PATRICIA CORNWELL. Point of Origin

‘Dammit, Louise! That’s what I mean. You never shut up,’ he snarled into the phone as I decided to call Benton later.

I unlocked the red door to room fifteen, and Lucy pretended that she hadn’t been waiting for me as she sat in a wing chair, bent over a spiral notebook, making notes and calculations. But she had not touched her fast-food dinner, and I knew she was starved. I took Whoppers and French fries out of the bag and set paper napkins and food on a nearby table.

‘Everything’s cold,’ I said simply.

‘You get used to it.’ Her voice was distant and distracted.

‘Would you like to shower first?’ I asked politely.

‘Go ahead,’ she replied, buried in math, a scowl furrowing her brow.

Our room was impressively clean for the price and decorated in shades of brown, with a Zenith TV almost as old as my niece. There were Chinese lamps and long-tasseled lanterns, porcelain figurines, static oil paintings and flower-printed spreads. Carpeting was a thick shag Indian design, and wallpaper was woodland scenes. Furniture was Formica or so thickly shellacked that I could not see the grain of the wood.

I inspected the bath and found it a solid pink and white tile that probably went back to the fifties, with Styrofoam cups and tiny wrapped bars of Lisa Luxury soap on the sink. But it was a single plastic red rose in a window that touched me most. Someone had done the best with the least to make strangers feel special, and I doubted that most patrons noticed or cared. Maybe forty years ago such resourcefulness and attention to detail would have mattered when people were more civilized than they seemed to be now.

I lowered the toilet lid and sat to remove my dirty wet boots. Then I fought with buttons and hooks until my clothes retreated to a wilted heap on the floor. I showered until I was warm and cleansed of the smell of fire and death. Lucy was working on her laptop when I emerged in an old Medical College of Virginia T-shirt and popped open a beer.

‘What’s up?’ I asked as I sat on the couch.

‘Just screwing around. I don’t know enough to do much more than that,’ she replied. ‘But that was a big fucking fire, Aunt Kay. And it doesn’t appear to have been set with gasoline.’

I had nothing to say.

‘And someone died in it? In the master bathroom? Maybe? How did that happen? At eight o’clock at night?’

I did not know.

‘I mean, she’s in there brushing her teeth and the fire horn goes off?’

Lucy stared hard at me.

‘And what?’ she asked. ‘She just stays there and dies?’

She paused to stretch sore shoulders.

‘You tell me, Chief. You’re the expert.’

‘I can offer no explanation, Lucy,’ I said.

‘And there we have it, ladies and gentlemen. World famous expert Dr Kay Scarpetta doesn’t know.’ She was getting irritable. ‘Nineteen horses,’ she went on. ‘So who took care of them? Sparkes doesn’t have a stable hand? And why did one of the horses get away? The little black stallion?’

‘How do you know it’s a boy?’ I said as someone knocked on our door. ‘Who is it?’ I asked through wood.

‘Yo. It’s me,’ Marino announced gruffly.

I let him in and could tell by the expression on his face that he had news.

‘Kenneth Sparkes is alive and well,’ he announced.

‘Where is he?’ I was very confused again.

‘Apparently, he’s been out of the country and flew back when he heard the news. He’s staying in Beaverdam and don’t seem to have a clue about anything, including who the victim is,’ Marino told us.

‘Why Beaverdam?’ I asked, calculating how long the trip would take to that remote part of Hanover County.

‘His trainer lives there.’

‘His?’

‘Horse trainer. Not his trainer, like in weight lifting or nothing.’

‘I see.’

‘I’m heading out in the morning, around nine A.M.,’ he said to me. ‘You can go on to Richmond or go with me.’

‘I have a body to identify, so I need to talk to him whether he claims to know anything or not. I guess I’m going with you,’ I said as Lucy met my eyes. ‘Are you planning on our fearless pilot dropping us off, or have you managed to get a car?’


REQUIREMENT
Retype the whole listing verbatim and keep the pictures out of it.

INPUT MATERIAL
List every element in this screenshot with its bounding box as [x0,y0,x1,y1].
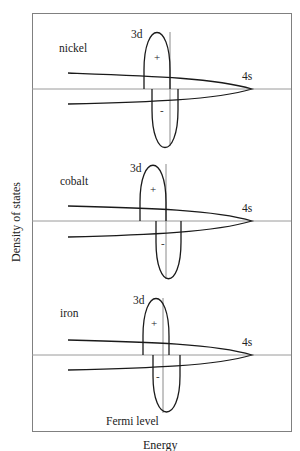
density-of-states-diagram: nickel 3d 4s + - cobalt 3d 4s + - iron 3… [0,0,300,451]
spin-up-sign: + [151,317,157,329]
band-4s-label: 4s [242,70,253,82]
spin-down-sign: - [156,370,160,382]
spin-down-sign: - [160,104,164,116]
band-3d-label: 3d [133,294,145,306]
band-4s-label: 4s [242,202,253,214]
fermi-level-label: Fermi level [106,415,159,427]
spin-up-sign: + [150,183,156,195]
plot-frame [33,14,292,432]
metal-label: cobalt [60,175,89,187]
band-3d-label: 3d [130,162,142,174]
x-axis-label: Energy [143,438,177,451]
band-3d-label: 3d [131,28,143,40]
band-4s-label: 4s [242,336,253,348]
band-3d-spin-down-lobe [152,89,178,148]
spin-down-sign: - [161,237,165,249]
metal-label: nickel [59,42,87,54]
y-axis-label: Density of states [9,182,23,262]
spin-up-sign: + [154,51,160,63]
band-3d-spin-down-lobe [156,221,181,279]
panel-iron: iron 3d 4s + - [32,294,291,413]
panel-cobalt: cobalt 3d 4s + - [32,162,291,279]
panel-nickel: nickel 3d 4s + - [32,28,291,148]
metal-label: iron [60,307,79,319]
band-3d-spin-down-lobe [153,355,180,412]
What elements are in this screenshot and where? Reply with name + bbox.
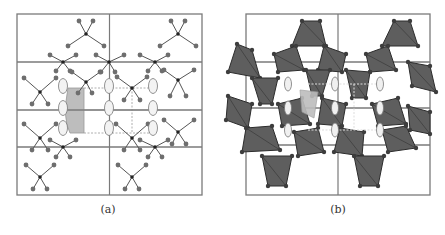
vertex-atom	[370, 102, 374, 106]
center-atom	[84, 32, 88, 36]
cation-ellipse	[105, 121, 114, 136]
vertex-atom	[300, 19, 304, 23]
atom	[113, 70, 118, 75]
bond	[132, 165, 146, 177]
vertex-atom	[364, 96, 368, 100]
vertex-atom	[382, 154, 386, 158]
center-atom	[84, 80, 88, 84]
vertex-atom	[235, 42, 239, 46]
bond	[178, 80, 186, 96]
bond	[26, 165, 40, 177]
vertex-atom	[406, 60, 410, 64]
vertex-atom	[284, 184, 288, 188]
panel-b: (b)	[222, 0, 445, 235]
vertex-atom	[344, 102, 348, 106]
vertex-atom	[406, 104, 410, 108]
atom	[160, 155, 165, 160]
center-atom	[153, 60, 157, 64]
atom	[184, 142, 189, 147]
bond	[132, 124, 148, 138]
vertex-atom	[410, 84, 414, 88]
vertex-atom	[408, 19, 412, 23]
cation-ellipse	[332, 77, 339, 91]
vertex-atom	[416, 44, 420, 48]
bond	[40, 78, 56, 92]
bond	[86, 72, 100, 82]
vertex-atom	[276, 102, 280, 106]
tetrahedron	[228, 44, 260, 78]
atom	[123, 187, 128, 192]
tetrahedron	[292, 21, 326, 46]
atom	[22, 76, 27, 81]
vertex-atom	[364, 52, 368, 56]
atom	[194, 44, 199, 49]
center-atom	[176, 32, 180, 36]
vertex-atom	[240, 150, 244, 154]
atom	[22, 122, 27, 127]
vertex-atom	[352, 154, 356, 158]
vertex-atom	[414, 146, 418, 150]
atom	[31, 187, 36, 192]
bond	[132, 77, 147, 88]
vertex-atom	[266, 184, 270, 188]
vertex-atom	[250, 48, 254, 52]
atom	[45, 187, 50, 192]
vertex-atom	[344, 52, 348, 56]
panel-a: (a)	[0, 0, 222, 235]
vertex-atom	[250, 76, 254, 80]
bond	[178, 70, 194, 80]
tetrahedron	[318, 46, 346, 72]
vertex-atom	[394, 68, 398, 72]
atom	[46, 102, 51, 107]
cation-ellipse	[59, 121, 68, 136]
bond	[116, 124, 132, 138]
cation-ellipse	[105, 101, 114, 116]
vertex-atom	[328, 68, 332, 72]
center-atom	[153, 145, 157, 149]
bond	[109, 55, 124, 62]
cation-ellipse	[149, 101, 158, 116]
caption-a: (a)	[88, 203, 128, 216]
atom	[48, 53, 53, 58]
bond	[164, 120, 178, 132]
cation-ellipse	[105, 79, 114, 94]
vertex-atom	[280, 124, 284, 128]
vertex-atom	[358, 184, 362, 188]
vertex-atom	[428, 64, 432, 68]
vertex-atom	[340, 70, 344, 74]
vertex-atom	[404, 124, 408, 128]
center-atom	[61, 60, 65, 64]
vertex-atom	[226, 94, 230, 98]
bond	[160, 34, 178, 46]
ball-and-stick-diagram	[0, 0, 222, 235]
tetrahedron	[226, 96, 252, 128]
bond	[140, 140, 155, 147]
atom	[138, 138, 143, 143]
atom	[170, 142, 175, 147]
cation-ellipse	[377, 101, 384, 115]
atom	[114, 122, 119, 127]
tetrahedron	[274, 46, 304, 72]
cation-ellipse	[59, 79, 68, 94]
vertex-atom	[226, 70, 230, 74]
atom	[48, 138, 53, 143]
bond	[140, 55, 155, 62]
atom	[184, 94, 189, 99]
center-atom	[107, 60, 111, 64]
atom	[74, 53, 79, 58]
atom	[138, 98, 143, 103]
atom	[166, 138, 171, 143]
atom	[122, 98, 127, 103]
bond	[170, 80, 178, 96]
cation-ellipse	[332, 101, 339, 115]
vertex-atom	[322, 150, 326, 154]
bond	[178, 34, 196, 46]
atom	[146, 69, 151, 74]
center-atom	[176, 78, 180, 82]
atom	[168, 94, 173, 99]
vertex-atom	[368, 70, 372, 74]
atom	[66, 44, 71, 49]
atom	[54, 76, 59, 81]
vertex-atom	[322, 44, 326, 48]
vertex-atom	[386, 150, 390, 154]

RESULT OF THIS EXERCISE
List every element in this screenshot with its bounding box as [x0,y0,x1,y1].
density-of-states-diagram: nickel 3d 4s + - cobalt 3d 4s + - iron 3… [0,0,300,451]
spin-up-sign: + [151,317,157,329]
band-4s-label: 4s [242,70,253,82]
spin-down-sign: - [156,370,160,382]
spin-down-sign: - [160,104,164,116]
band-3d-label: 3d [133,294,145,306]
band-4s-label: 4s [242,202,253,214]
fermi-level-label: Fermi level [106,415,159,427]
spin-up-sign: + [150,183,156,195]
plot-frame [33,14,292,432]
metal-label: cobalt [60,175,89,187]
band-3d-label: 3d [130,162,142,174]
x-axis-label: Energy [143,438,177,451]
band-3d-label: 3d [131,28,143,40]
band-4s-label: 4s [242,336,253,348]
band-3d-spin-down-lobe [152,89,178,148]
spin-down-sign: - [161,237,165,249]
metal-label: nickel [59,42,87,54]
y-axis-label: Density of states [9,182,23,262]
spin-up-sign: + [154,51,160,63]
band-3d-spin-down-lobe [156,221,181,279]
panel-iron: iron 3d 4s + - [32,294,291,413]
panel-cobalt: cobalt 3d 4s + - [32,162,291,279]
panel-nickel: nickel 3d 4s + - [32,28,291,148]
metal-label: iron [60,307,79,319]
band-3d-spin-down-lobe [153,355,180,412]
What elements are in this screenshot and where? Reply with name + bbox.
vertex-atom	[370, 102, 374, 106]
center-atom	[84, 32, 88, 36]
cation-ellipse	[105, 121, 114, 136]
vertex-atom	[300, 19, 304, 23]
atom	[113, 70, 118, 75]
bond	[132, 165, 146, 177]
vertex-atom	[364, 96, 368, 100]
vertex-atom	[382, 154, 386, 158]
center-atom	[84, 80, 88, 84]
vertex-atom	[235, 42, 239, 46]
bond	[178, 80, 186, 96]
bond	[26, 165, 40, 177]
vertex-atom	[406, 60, 410, 64]
vertex-atom	[284, 184, 288, 188]
panel-b: (b)	[222, 0, 445, 235]
vertex-atom	[344, 102, 348, 106]
vertex-atom	[406, 104, 410, 108]
atom	[160, 155, 165, 160]
center-atom	[153, 60, 157, 64]
atom	[184, 142, 189, 147]
bond	[132, 124, 148, 138]
vertex-atom	[410, 84, 414, 88]
vertex-atom	[408, 19, 412, 23]
cation-ellipse	[332, 77, 339, 91]
vertex-atom	[416, 44, 420, 48]
bond	[40, 78, 56, 92]
bond	[86, 72, 100, 82]
vertex-atom	[276, 102, 280, 106]
tetrahedron	[228, 44, 260, 78]
atom	[123, 187, 128, 192]
tetrahedron	[292, 21, 326, 46]
atom	[22, 76, 27, 81]
vertex-atom	[364, 52, 368, 56]
atom	[194, 44, 199, 49]
center-atom	[176, 32, 180, 36]
vertex-atom	[240, 150, 244, 154]
atom	[22, 122, 27, 127]
vertex-atom	[352, 154, 356, 158]
vertex-atom	[414, 146, 418, 150]
atom	[31, 187, 36, 192]
bond	[132, 77, 147, 88]
vertex-atom	[266, 184, 270, 188]
vertex-atom	[250, 48, 254, 52]
atom	[45, 187, 50, 192]
vertex-atom	[344, 52, 348, 56]
panel-a: (a)	[0, 0, 222, 235]
vertex-atom	[250, 76, 254, 80]
bond	[178, 70, 194, 80]
tetrahedron	[318, 46, 346, 72]
vertex-atom	[394, 68, 398, 72]
atom	[46, 102, 51, 107]
cation-ellipse	[59, 121, 68, 136]
bond	[116, 124, 132, 138]
cation-ellipse	[105, 101, 114, 116]
vertex-atom	[328, 68, 332, 72]
center-atom	[153, 145, 157, 149]
bond	[109, 55, 124, 62]
cation-ellipse	[149, 101, 158, 116]
caption-a: (a)	[88, 203, 128, 216]
atom	[48, 53, 53, 58]
bond	[164, 120, 178, 132]
cation-ellipse	[105, 79, 114, 94]
vertex-atom	[280, 124, 284, 128]
vertex-atom	[358, 184, 362, 188]
vertex-atom	[428, 64, 432, 68]
vertex-atom	[340, 70, 344, 74]
vertex-atom	[404, 124, 408, 128]
center-atom	[61, 60, 65, 64]
vertex-atom	[226, 94, 230, 98]
bond	[160, 34, 178, 46]
ball-and-stick-diagram	[0, 0, 222, 235]
tetrahedron	[226, 96, 252, 128]
bond	[140, 140, 155, 147]
atom	[138, 138, 143, 143]
atom	[170, 142, 175, 147]
cation-ellipse	[377, 101, 384, 115]
atom	[114, 122, 119, 127]
tetrahedron	[274, 46, 304, 72]
cation-ellipse	[59, 79, 68, 94]
vertex-atom	[226, 70, 230, 74]
atom	[48, 138, 53, 143]
bond	[140, 55, 155, 62]
atom	[184, 94, 189, 99]
center-atom	[107, 60, 111, 64]
atom	[74, 53, 79, 58]
atom	[138, 98, 143, 103]
atom	[166, 138, 171, 143]
atom	[122, 98, 127, 103]
bond	[170, 80, 178, 96]
cation-ellipse	[332, 101, 339, 115]
vertex-atom	[322, 150, 326, 154]
bond	[178, 34, 196, 46]
atom	[146, 69, 151, 74]
center-atom	[176, 78, 180, 82]
atom	[168, 94, 173, 99]
vertex-atom	[368, 70, 372, 74]
atom	[66, 44, 71, 49]
atom	[54, 76, 59, 81]
vertex-atom	[322, 44, 326, 48]
vertex-atom	[386, 150, 390, 154]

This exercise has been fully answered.